Friday, April 3, 2020

Flashback – Build a Wall?

[Believe it or not, at the end of 2011, long before Donald Trump rode this issue to the White House, I wrote a piece with the title “Build a Fence.” Back then; when a Trump presidency was less than a minor consideration, many other people were talking about the need to control the southern border. Some of them later opposed the idea merely because of who was promoting it.

I also opposed a fence or wall because the issue could not be solved without changing the incentives that drive behavior. As long as illegal action yields positive consequences, it will continue. It called for better policies, and we are still waiting. Here are my thoughts from New Years Eve 2011.]

You are pushing your cart to check out at the grocery store and see ahead of you a man with his young son. The man is unloading his cart onto the conveyor and the toddler is sitting in the child seat. Suddenly the boy notices the candy along the side of the lane, lets out a scream and starts reaching. His father, distracted with the groceries and embarrassed, tries shushing the kid. Well, that just leads to more screaming and reaching. The father is at his wits end, trying to get control of two demands on his attention, the groceries and his son, while glancing around with an apologetic look to everyone in earshot. Finally, he relents and hands the child a candy bar so that he can pay for his groceries and get out of there.

What you are probably thinking at this time is: “Quiet, at last!” but also “That father is in for a real challenge because he has just reinforced a negative behavior." He rewarded the screaming and fussing and can surely expect more of the same in the future. You are also hoping you do not end up in the store at the same time as this family in the future. Don’t feel guilty. That’s exactly how most people would feel. Any right-thinking adult with an iota of life experience knows that for children, as well as for adults, behavior rewarded is behavior repeated. Behavior discouraged is behavior modified.

Now let’s look at the problem that some people refer to as illegal immigration. People sneak into the United States. They get free public education for their children. They are given jobs by employers who look the other way, just grateful to be able to get someone to do the work “that Americans refuse to do.” They get free medical care at emergency rooms. If that medical care is the delivery of a baby, their new family member automatically becomes an American citizen eligible for government benefits.

Some people who want to discourage this behavior think that the answer is to build a wall or a fence instead of recognizing what we all know: behavior rewarded is behavior repeated. Others think that the solution is to confer citizenship on those who have gotten away with it for a given number of years instead of recognizing what we all know: behavior rewarded is behavior repeated.

For some reason, logical thoughts like this can get a person branded as a racist because most of the people in that category are from one country. This is not about race or country of origin; it’s about behavior. If you don’t want a person, any person of any age, to sneak into your country (or have a temper tantrum in the grocery store), you set up a system or react in a way that discourages such behavior. You get more of what you reward and less of what you repress. 

There are already significant barriers, the hurdles of the immigration laws, that hundreds of thousands negotiate every year to come into this country legally from Mexico, India, China, Canada, Russia and all over to study, work and live free. Most proposals from all sides for dealing with this problem, if it really is a problem, don’t seem to recognize what we already know about human behavior.

[Eight years later the government is still trying to figure this out.]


| Work to complete |
Please return every entry below exactly as written, without any of its pictures.

[Dataset entries]

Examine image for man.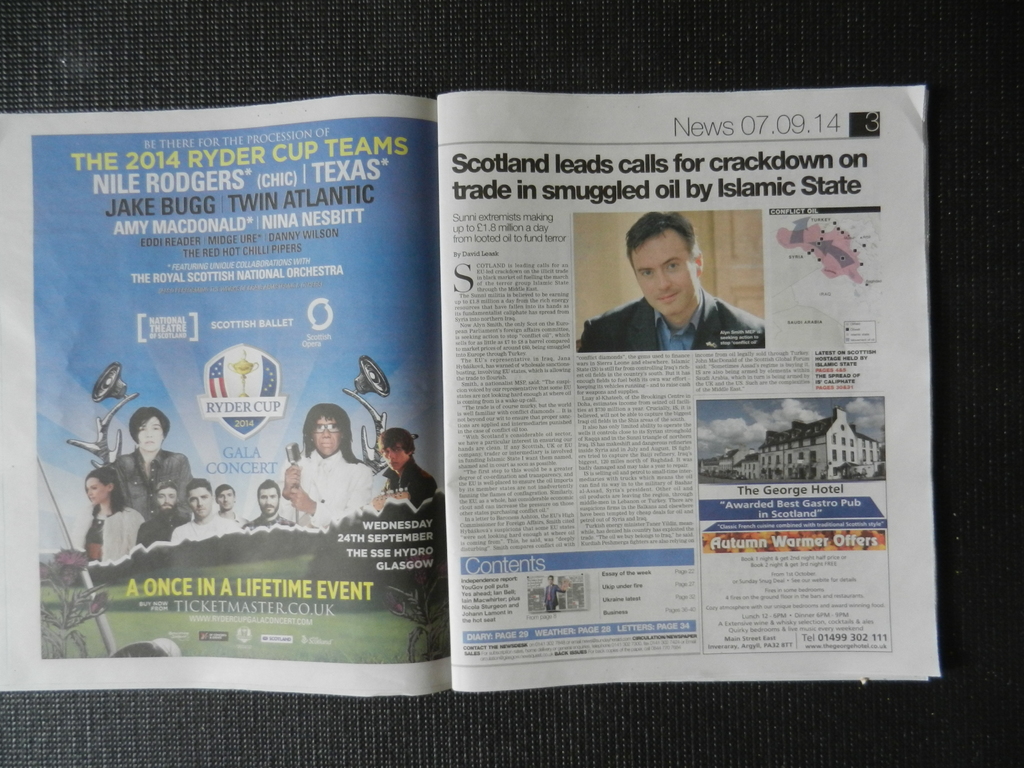
Examination result: 114 408 199 520.
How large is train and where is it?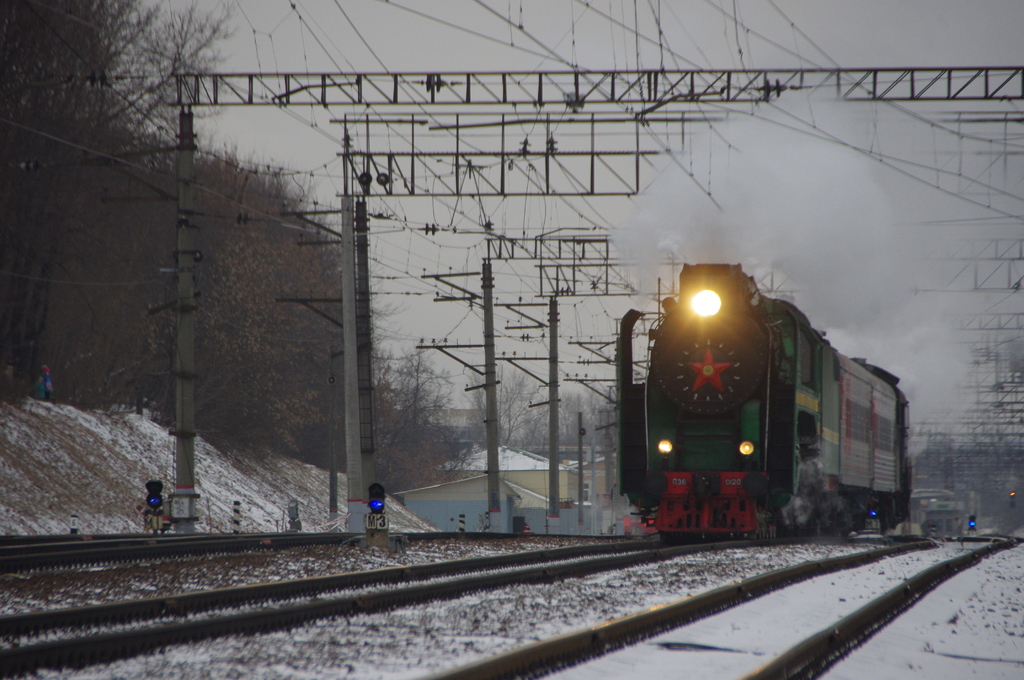
Bounding box: BBox(615, 255, 913, 546).
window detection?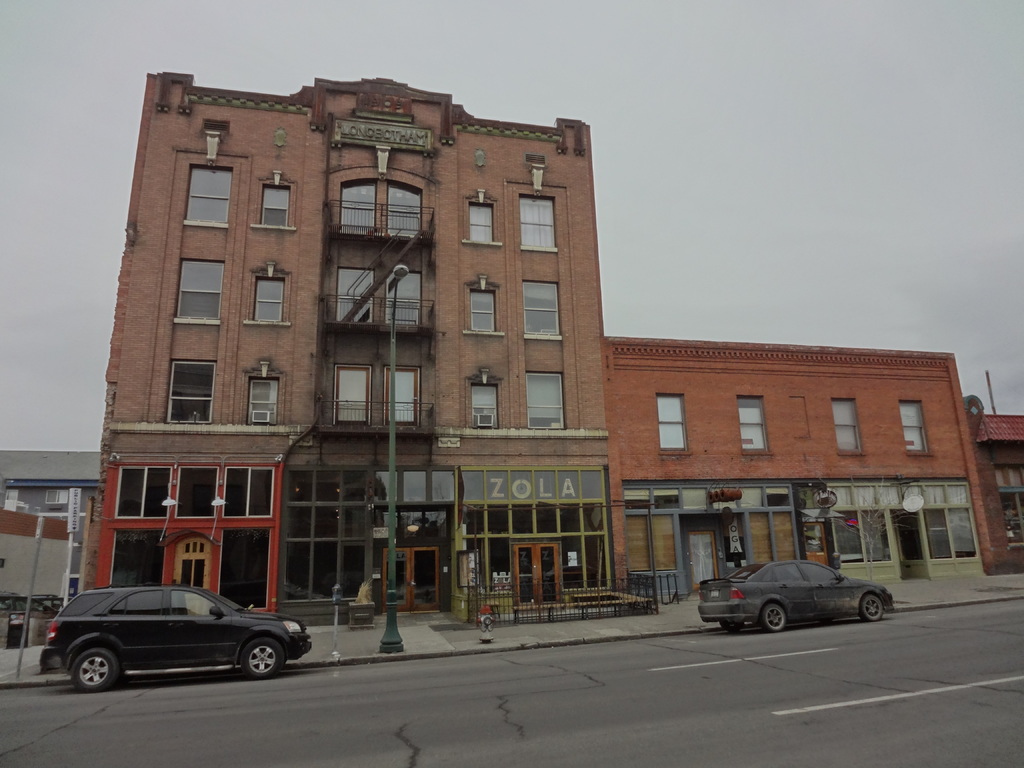
left=175, top=257, right=225, bottom=327
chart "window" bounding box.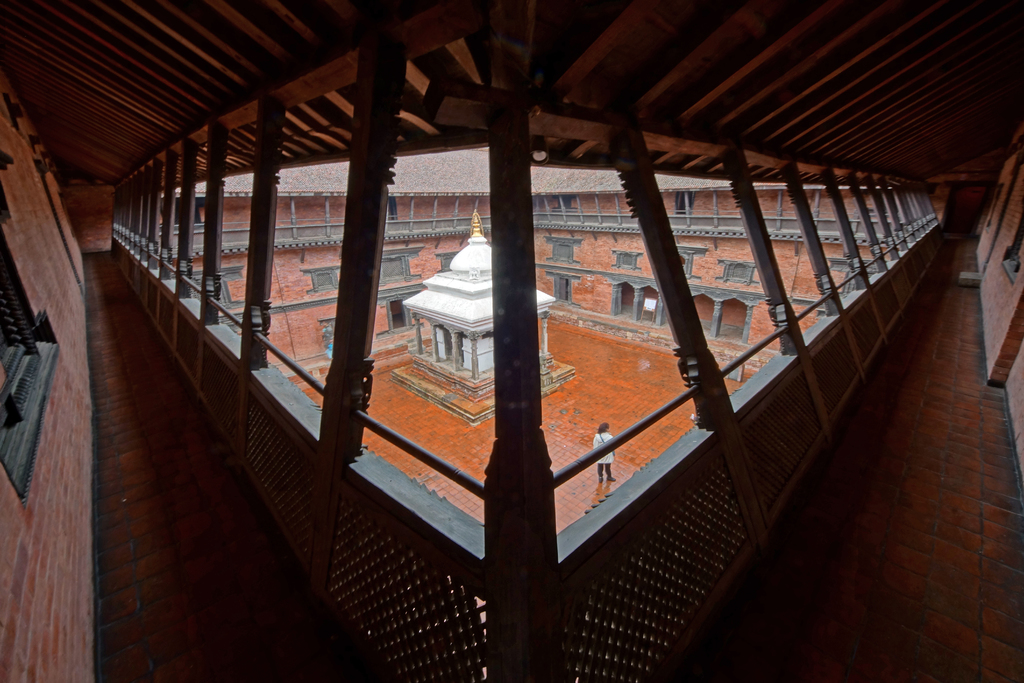
Charted: {"left": 614, "top": 252, "right": 640, "bottom": 267}.
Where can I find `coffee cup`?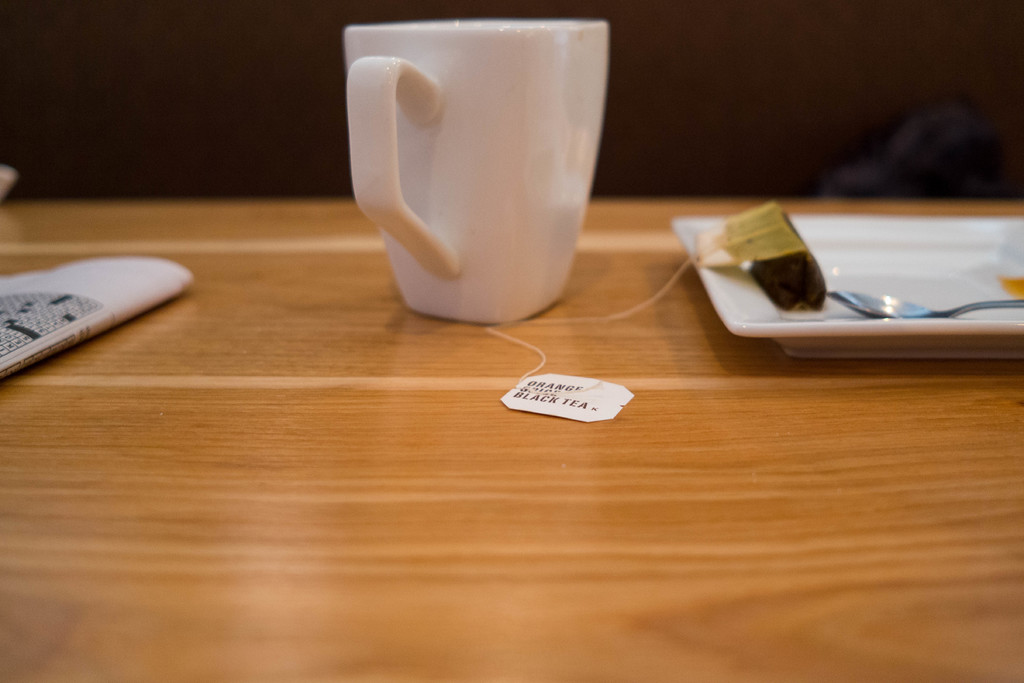
You can find it at 336, 12, 611, 325.
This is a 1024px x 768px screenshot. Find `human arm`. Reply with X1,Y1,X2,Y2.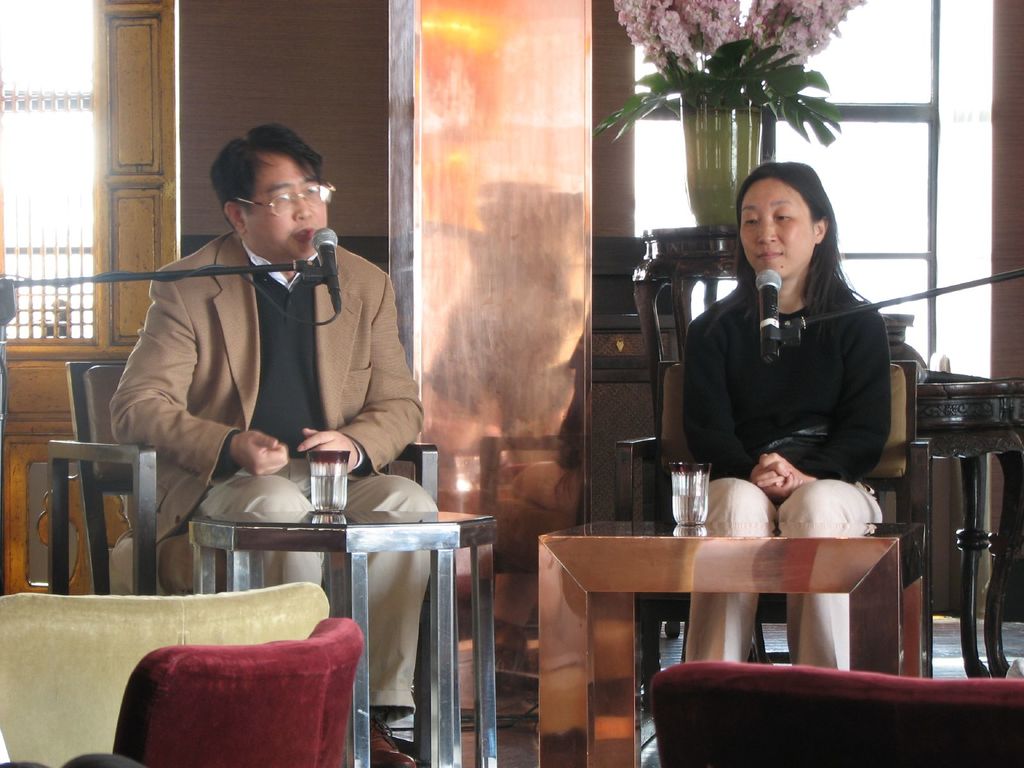
758,304,892,501.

| Reply to the exercise |
Examine image for man.
Examination result: 114 408 199 520.
How large is train and where is it?
Bounding box: BBox(615, 255, 913, 546).
window detection?
left=175, top=257, right=225, bottom=327
chart "window" bounding box.
Charted: {"left": 614, "top": 252, "right": 640, "bottom": 267}.
Where can I find `coffee cup`?
You can find it at 336, 12, 611, 325.
This is a 1024px x 768px screenshot. Find `human arm`. Reply with X1,Y1,X2,Y2.
758,304,892,501.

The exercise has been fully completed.